Nabucco gas pipeline

(VIENNA) - Europe's ambitious Nabucco gas pipeline will not come until operation until 2017, two years later than planned, the head of the consortium that is building the pipeline, Reinhard Mitschek, said on Friday.

"Construction is envisaged to commence in 2013... We now expect first gas to flow through the pipeline in 2017," Mitschek said in a statement.

The timeline had changed "as a direct result of the changes in the timing for gas supplies in the Caspian and Middle East regions, as announced by potential suppliers," he explained.

Nabucco is an ambitious and hugely expensive pipeline project aimed at bringing gas from central Asia to Europe, but bypassing Russia and Ukraine, where repeated squabbles over prices have in the past left the 27-nation European Union without vital supplies of gas, sometimes in mid-winter.

Nevertheless, the consortium's shareholders -- OMV of Austria, MOL of Hungary, Romania's Transgaz, Bulgaria's Bulgargaz, BOTAS of Turkey and RWE of Germany -- have yet to sign a single contract with any of a number of potential supplier countries.

In February, Mitschek had told AFP in an interview that supply agreements "will become more concrete very soon."

In his statement on Friday, he said negotiations with the gas suppliers "are encouraging."

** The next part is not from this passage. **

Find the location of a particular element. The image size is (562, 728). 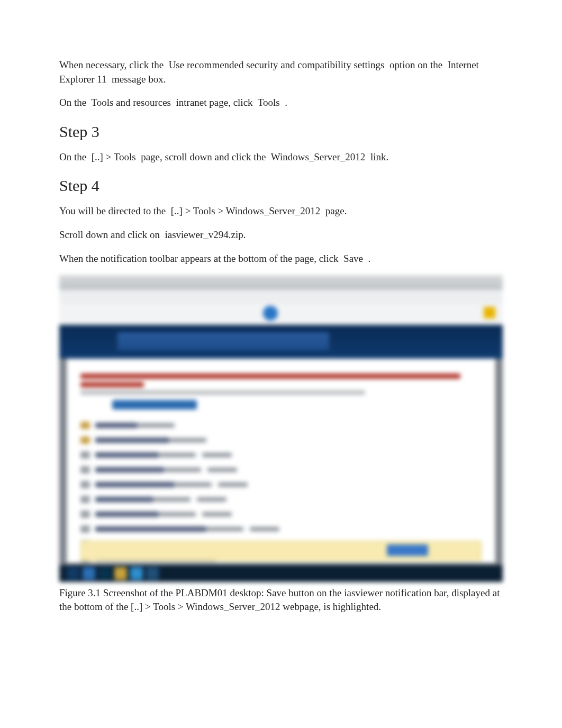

The so-called "Open Season process will start as soon as there are firm indications that gas supply commitments are in place," he said.

An open season is a process in which project sponsors propose a package of key terms and design parameters for a potential pipeline project to prospective customers and solicit bids for contracting capacity on that project.

"The final investment decision will be taken consequently. The Nabucco project continues to be driven by the needs of its customers," Mitschek said.

A possible re-routing of the pipeline to Iraq and away from Iran -- in view of the long-running international stand-off over Tehran's controversial nuclear programme -- is expected to add a further 550 kilometres (340 miles) to 3,900 kilometres (2,400 miles) in total.

And that will likely push the costs, already estimated at 7.9 billion euros ($11.5 billion), even higher.

Nabucco is seen as a rival to another pipeline, South Stream, backed by Russian state-controlled energy giant Gazprom and Italy's ENI, which aims to pump Russian gas under the Black Sea to Bulgaria and then onto other European countries.